Panama Papers: Confidential data to be made public on Monday
Bernama
May 9, 2016 14:54 MYT
May 9, 2016 14:54 MYT
Confidential records of more than 200,000 offshore accounts in the Panama Papers will be published online on Monday, in the express hope that public scrutiny of the newly released material will generate further tips about possible corruption and tax dodging.
"We think this is a logical next step in the investigation," said Gerard Ryle, director of the International Consortium of Investigative Journalists (ICIJ), the Washington-based organization that has been co-ordinating reporting on the records.
"We have 370 journalists around the world looking at the data, but it's so vast, I mean 11+ million documents," Ryle said.

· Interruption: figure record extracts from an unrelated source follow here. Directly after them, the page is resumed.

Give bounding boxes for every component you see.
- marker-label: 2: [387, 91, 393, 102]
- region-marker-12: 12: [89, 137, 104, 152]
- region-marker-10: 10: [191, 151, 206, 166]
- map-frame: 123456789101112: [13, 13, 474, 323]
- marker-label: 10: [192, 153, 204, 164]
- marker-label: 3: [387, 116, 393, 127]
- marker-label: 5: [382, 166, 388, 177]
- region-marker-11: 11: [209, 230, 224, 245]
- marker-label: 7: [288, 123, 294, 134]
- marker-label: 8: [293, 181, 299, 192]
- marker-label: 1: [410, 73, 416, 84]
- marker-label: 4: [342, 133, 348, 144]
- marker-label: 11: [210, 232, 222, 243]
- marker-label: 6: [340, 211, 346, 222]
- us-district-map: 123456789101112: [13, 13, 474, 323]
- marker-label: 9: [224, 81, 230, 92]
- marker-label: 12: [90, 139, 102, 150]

"We know we've missed things."
Ryle said his organisation hopes members of the public will scour the new Panama Papers data release and flag any potential malfeasance they spot.
The information, to be released online at 2 pm EDT in a searchable database, will list:
The names and addresses of more than 200,000 offshore companies included in the Panama Papers leak.
The name of anyone listed as a director or shareholder of the offshore companies in question.
The identities of dozens of intermediary agencies that helped set up and run those accounts through Mossack Fonseca, the Panamanian law firm from which the records were leaked.
Until now, only a number of high profile names have been made public since a group of global media outlets broke the news of the massive document leak last month.
The Panama Papers database being made public on Monday will allow searching for a person or offshore company by name and then mapping out links between individuals and offshore entities.
However, actual documents will be withheld, including copies of passports, telephone numbers, Mossack Fonseca's internal emails and, in some cases, financial records.
This material will remain available only to the ICIJ and its journalist partners.
Starting Monday, news agencies around the world will be combing through the newly released data, which will no doubt prompt a flood of new articles detailing the involvement of politicians, business people, and other national figures.